Give us full snow days

Students+take+part+in+the+tradition+of+sledding+in+front+of+William+T.+Young+Library+on+January+16%2C+2018%2C+at+the+University+of+Kentucky.+Photo+by+Jordan+Prather.

Students take part in the tradition of sledding in front of William T. Young Library on January 16, 2018, at the University of Kentucky. Photo by Jordan Prather.

Natalie Parks

Forget toothbrushes in the fridge, ice down the toilet or spoons under pillows: even if these rituals made it snow, the University of Kentucky has decided we won’t be having snow days.

“Students enrolled in online classes (or hybrid classes whose schedule for the day of closure or delay was to be virtual or online) would continue course work and meetings virtually, regardless of an emergency closure,” says the university’s inclement weather plan. Please, no.

We need snow days this semester; the potential of having a day off is a balm for the burnout of students and faculty alike.

We are not recovered from a trying fall semester. We got little rest over winter break as COVID-19 worsened across the country – not to mention a riot on our nation’s Capitol that we saw unfold in real time, and invoked stress, fear and panic. We need meaningful rest more than ever.

Unfortunately, the spring semester offers few days off for a mental health break. Because the semester was pushed back (an absolutely correct decision), we do not have a Monday off in January like normal. Because spring break was cancelled (an absolutely correct and necessary decision), we will not have a week off mid-semester. 

Without snow days, there is no chance for a respite, even though our stresses will only be compounded by class.

Attending college this year is incredibly hard. We are juggling a pandemic, political turmoil, dubious employment situations, racial injustice, uncertain futures and all the anxieties of our “normal” lives.

Mentally, we’re exhausted. Emotionally, we’re strung out.  Allowing snow days for everyone would give us a chance at a break, however brief, and still take less time than normal breaks.

The University of Kentucky only needs snow days once or twice a year; less than what we would get off for spring break, and they may not even be used. There is a large chance the UK would not even need to invoke snow day policy – so there is little reason to take them away.

Furthermore, the current plan for snow days is unfair. In-person classes would be cancelled, while online classes are expected to continue. This creates a hierarchy among students. Imagine being stuck on Zoom listening to a lecture while one’s roommates plan a movie marathon in the living room, and extend some empathy to the lone student left out in the cold.

And, requiring online classes to continue while in-person are cancelled punishes students for choosing online courses. Many did so because of the very real danger of COVID-19, and forcing them to go to class while in-person students are free to relax could easily be seen as punishing students who don’t want to be in-person and rewarding those who do, a dangerous dichotomy.

Additionally, the current inclement weather plan makes little allowance for the technical difficulties posed by said inclement weather.

“Utility outages local to the employee who is working remotely are not a reason to use emergency closing leave. Instead, supervisors should discuss with employees what work they can do during the (hopefully short) period of utility outage, how to flex the schedule later in the work week, and availability of applicable leave,” reads an email sent to university employees in December.

Given the thousand and one things that go wrong with Zoom, Wi-Fi and remote work on a normal day, more leniency for utility outages on snow days is necessary. It wouldn’t be a problem if everyone had the day off anyway.

What would you prefer: the small possibility of missing at most a few days instruction, days that would give students and staff a much-needed break, show equitable treatment of course modality, save everyone from dealing with near-certain faulty connections and demonstrate understanding and empathy from the university – or, remove all chance of snow days by holding onto a policy that would discriminate between course modalities and run students and faculty into the ground for no reason, since we’re not likely to get much work done during inclement weather anyway?

Most significantly, installing a policy of full snow days – no class at all, and lenient policies for employees working from home – would alleviate one of the pandemic’s greatest weights by giving us something to look forward to again.

After nearly a year inside our homes, denying ourselves many of the things we enjoy, it is hard to look into the future and be excited about something. It’s hard to imagine a time when we might feel ok again. We have so little going for us, so give us something to look forward to. Give us something to hope for. 

The mental health benefit of having something to look forward to – even something that is not guaranteed – is almost equal to the benefit of a day off. Even if we did not end up using the snow days, it would be better to hope for them than to face the drudgery of this relentlessly oncoming semester knowing there is no chance for relief. 

But the chance for a snow day – that would be something to anticipate. We could have something to wish for, something to hope for: a bright new day with spotless snow, a future as clean as an untouched landscape.

(And professors, if the university continues with this inclement weather plan, there is a clause stating that courses can be cancelled at the discretion of the instructor. Use your discretion wisely).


(REQUIREMENT): Go through the entries below and copy each line containing the word "motile".

(Collection entries)
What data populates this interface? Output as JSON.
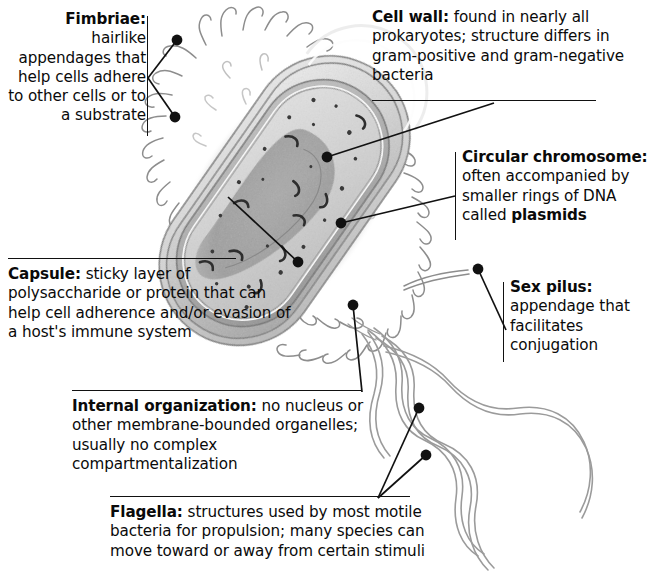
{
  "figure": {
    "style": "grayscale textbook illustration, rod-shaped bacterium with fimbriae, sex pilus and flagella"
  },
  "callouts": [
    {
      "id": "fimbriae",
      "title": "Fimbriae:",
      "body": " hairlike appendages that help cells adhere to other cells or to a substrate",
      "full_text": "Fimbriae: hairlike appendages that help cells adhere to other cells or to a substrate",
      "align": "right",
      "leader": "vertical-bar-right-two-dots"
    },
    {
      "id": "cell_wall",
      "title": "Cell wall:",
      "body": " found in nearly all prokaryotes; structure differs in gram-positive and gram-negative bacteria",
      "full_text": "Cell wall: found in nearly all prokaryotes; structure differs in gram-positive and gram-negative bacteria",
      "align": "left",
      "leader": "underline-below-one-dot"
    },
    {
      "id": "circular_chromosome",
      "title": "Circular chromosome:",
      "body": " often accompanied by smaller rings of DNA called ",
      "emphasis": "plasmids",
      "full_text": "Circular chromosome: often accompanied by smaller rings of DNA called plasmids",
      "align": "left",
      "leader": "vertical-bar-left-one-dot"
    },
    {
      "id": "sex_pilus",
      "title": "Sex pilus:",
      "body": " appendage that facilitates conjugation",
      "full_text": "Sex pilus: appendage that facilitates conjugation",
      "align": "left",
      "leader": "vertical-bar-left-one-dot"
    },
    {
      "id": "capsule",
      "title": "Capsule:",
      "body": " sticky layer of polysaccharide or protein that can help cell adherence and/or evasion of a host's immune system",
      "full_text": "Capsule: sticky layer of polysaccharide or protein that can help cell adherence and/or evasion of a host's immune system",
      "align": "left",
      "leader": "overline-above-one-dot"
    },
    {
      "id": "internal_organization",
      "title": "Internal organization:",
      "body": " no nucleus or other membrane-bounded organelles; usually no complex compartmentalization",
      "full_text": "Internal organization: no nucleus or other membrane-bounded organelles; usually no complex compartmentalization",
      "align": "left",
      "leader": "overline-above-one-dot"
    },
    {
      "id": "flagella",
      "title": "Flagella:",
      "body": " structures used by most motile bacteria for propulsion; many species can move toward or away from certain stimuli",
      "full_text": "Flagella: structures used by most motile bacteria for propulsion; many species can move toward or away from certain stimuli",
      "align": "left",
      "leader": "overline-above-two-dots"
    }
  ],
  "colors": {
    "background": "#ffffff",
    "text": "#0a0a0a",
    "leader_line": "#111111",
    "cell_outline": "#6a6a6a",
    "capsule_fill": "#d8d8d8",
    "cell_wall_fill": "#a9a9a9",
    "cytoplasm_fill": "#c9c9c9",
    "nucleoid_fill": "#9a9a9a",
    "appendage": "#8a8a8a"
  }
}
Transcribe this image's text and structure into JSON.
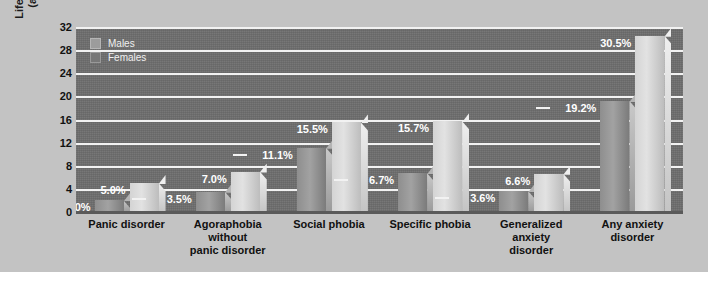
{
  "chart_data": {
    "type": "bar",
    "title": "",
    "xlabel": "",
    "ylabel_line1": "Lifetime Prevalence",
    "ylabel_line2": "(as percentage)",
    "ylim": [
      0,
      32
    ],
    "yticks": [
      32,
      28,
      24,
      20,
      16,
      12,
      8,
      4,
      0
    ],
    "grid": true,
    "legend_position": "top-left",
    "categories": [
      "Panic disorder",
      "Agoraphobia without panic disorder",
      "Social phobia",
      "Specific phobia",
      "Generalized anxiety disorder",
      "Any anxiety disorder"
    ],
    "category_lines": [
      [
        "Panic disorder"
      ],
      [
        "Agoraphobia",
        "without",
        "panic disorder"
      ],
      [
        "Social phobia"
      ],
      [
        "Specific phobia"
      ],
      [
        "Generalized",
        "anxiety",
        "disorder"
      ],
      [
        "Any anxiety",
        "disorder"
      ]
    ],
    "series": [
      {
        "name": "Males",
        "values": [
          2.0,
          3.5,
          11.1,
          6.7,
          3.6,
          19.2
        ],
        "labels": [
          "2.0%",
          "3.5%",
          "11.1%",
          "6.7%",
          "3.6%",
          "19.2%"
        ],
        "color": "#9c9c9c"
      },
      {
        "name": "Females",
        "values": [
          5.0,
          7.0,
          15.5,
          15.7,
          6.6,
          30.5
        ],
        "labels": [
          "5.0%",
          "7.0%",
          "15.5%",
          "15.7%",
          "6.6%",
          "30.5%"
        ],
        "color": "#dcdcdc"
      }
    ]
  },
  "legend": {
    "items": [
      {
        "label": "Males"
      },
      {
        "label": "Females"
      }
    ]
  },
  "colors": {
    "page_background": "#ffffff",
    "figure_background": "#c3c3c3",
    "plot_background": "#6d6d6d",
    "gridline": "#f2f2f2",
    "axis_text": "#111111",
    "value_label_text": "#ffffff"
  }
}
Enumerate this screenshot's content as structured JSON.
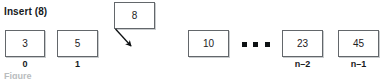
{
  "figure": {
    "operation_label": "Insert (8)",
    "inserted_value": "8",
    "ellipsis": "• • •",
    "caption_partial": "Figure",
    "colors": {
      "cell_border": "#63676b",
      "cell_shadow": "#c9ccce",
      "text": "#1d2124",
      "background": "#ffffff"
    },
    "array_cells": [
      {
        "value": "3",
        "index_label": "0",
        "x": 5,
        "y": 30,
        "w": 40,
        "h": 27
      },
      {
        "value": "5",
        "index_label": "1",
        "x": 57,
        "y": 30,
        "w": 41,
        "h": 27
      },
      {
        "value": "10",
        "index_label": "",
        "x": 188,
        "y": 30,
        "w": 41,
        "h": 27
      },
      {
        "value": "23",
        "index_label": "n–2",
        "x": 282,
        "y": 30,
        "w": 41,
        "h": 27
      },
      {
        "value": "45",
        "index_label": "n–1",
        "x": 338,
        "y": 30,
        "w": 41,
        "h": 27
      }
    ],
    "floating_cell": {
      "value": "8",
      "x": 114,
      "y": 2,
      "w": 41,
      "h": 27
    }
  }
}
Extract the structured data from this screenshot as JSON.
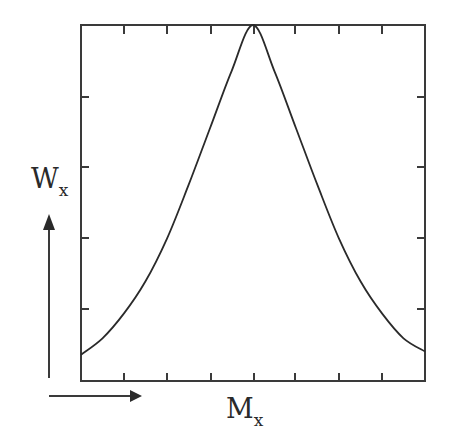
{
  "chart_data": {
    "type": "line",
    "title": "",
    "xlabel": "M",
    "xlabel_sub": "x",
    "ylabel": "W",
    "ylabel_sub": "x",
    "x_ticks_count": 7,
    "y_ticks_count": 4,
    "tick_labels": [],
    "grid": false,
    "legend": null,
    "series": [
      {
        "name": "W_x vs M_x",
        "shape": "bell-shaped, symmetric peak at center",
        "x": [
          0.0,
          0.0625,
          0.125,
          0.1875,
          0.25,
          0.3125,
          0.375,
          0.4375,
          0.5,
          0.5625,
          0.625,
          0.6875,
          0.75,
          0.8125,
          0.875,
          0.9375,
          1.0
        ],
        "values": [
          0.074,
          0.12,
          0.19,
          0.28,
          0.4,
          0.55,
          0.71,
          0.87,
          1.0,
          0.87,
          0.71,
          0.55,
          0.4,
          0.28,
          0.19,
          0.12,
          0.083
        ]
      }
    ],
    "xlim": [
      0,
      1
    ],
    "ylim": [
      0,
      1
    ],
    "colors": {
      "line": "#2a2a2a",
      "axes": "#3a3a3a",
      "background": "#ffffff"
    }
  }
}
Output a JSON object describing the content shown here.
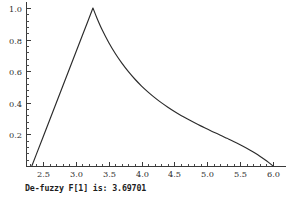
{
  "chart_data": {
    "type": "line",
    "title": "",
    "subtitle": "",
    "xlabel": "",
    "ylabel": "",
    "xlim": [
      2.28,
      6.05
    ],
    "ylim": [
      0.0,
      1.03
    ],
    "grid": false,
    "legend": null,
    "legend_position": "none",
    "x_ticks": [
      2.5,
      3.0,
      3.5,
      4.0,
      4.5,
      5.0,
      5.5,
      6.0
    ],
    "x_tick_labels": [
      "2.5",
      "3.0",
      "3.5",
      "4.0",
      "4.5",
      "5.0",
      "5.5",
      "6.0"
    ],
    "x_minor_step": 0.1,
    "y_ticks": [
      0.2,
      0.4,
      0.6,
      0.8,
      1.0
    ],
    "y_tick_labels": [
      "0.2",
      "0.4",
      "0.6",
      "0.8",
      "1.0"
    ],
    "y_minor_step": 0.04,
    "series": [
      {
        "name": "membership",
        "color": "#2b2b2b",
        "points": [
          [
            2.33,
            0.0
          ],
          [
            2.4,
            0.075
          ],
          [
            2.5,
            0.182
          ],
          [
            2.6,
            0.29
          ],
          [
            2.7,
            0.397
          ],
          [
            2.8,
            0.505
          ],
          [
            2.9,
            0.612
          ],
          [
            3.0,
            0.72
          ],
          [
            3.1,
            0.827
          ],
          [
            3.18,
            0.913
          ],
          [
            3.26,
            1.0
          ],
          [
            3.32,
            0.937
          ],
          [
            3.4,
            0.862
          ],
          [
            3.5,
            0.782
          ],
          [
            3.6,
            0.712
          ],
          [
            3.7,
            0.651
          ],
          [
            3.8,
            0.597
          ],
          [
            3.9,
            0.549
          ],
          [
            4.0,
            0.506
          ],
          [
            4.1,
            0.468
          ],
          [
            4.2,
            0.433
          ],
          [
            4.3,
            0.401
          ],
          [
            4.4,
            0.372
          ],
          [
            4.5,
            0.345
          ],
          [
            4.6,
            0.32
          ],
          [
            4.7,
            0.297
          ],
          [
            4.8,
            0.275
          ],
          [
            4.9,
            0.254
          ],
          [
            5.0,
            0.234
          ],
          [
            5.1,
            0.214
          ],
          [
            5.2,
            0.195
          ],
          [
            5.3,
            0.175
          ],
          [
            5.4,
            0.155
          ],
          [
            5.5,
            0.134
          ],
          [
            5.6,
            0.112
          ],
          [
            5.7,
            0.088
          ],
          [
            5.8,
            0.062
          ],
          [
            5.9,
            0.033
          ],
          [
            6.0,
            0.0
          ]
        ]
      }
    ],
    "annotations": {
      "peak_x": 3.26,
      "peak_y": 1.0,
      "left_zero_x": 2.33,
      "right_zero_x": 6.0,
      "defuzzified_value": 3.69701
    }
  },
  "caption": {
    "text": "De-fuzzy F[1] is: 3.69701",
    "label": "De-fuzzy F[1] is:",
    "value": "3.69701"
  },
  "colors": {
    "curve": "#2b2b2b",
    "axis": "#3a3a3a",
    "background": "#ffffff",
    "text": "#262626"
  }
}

(FINAL ANSWER):
      "body": " structures used by most motile bacteria for propulsion; many species can move toward or away from certain stimuli",
      "full_text": "Flagella: structures used by most motile bacteria for propulsion; many species can move toward or away from certain stimuli",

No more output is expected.